▶ _PROMPT_
Give the data again in full. Keep every line the same.

▶ _Data records_
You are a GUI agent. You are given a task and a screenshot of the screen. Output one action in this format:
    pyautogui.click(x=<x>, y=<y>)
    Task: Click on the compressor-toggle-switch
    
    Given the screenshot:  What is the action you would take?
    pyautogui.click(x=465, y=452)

▶ _RESULT_
You are a GUI agent. You are given a task and a screenshot of the screen. Output one action in this format:
    pyautogui.click(x=<x>, y=<y>)
    Task: Click on the compressor-toggle-switch
    
    Given the screenshot:  What is the action you would take?
    pyautogui.click(x=465, y=452)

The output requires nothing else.